Outlook for ‘99: The inaugural gallery exhibition in the Japanese American National Museum’s new, 85,000-square-foot pavilion--opening across the street from its established Little Tokyo site in a landmark former Buddhist temple--is billed as the most comprehensive survey to date of the Yonemotos’ work. “Bruce and Norman Yonemoto: Memory, Matter and Modern Romance” (Jan. 23-July 4) will also spill out of the new pavilion to include a newly commissioned work, “Silicon Valley,” to be installed in the old sanctuary of the former temple.
Sidney B. Felsen
Print gallerist, photographer, 74
What he’s done: For more than 30 years, Felsen has been a prominent player on the local, national and international art scenes, as one of four founding partners of Gemini G.E.L., the Melrose Avenue graphics workshop that has produced some of the most remarkable prints in the postwar revival of the medium. Working with Jasper Johns, Robert Rauschenberg, Roy Lichtenstein, Vija Celmins, Bruce Nauman and dozens of others, Gemini created an unprecedented environment for collaboration between artists and master printers, which ran counter to the established idea of the singular genius working alone in the studio.
Outlook for ‘99: Felsen, with his signature shaved head and Panama hat, has overseen the day-to-day operation of Gemini from the start, and with his camera he’s photographically recorded the working processes and private moments of many of our most important artists.
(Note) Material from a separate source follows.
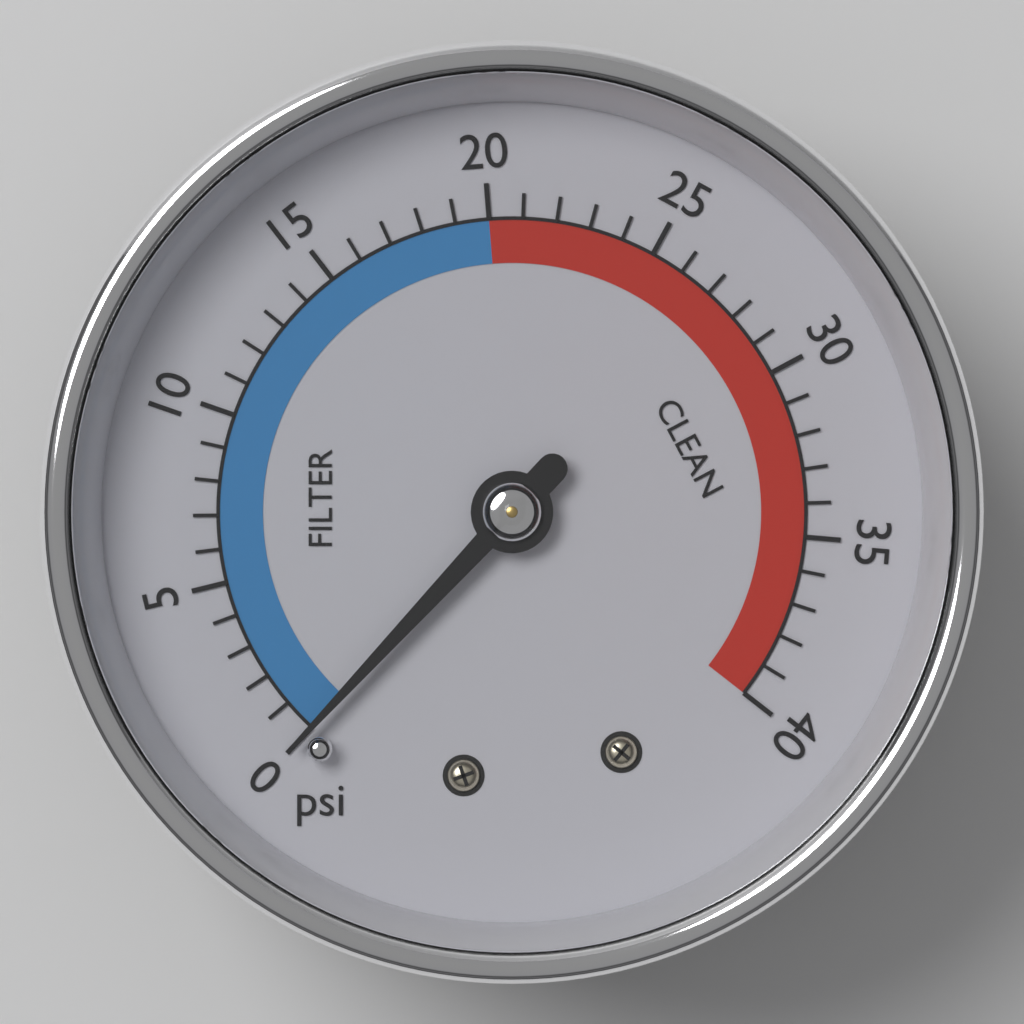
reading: 0 psi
At the University Art Museum, Cal State Long Beach, “Artist’s Proof: Photographs by Sidney B. Felsen” (Feb. 16-April 25) puts on view a selection of the entrepreneur’s images from the 1960s to the 1990s.
Raymond Pettibon
Artist, 41
What he’s done: It’s practically unheard of for an artist to develop a major international career based entirely on an output restricted to drawings, but that’s exactly what L.A.-based Pettibon has done. Pettibon’s ink and watercolor drawings first began to garner attention in the early 1980s in crossovers between music (album covers for bands such as Sonic Youth) and art (photocopied in ‘zine-like booklets or, in galleries, casually pushpinned to the wall as if it were a “Community News” bulletin board).
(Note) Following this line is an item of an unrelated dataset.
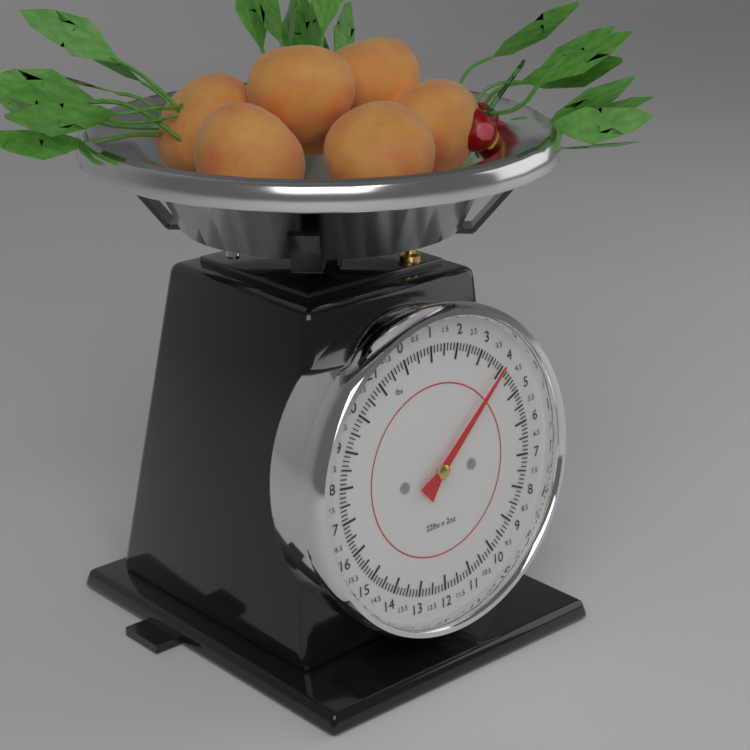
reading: 4.000 lbs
Outlook for ‘99: Pettibon’s repertoire of now instantly recognizable images--from all-American baseball players to an often rather bemused Jesus, from noir-ish hard-boiled detectives to a big-mouthed, cartoonish fellow who periodically bellows Vavoom!!--are surveyed in an exhibition of some 500 examples. Winding up a tour that includes prominent venues in Chicago, New York and Philadelphia, the show arrives at the Museum of Contemporary Art on Sept. 26, and will remain on view through 1999.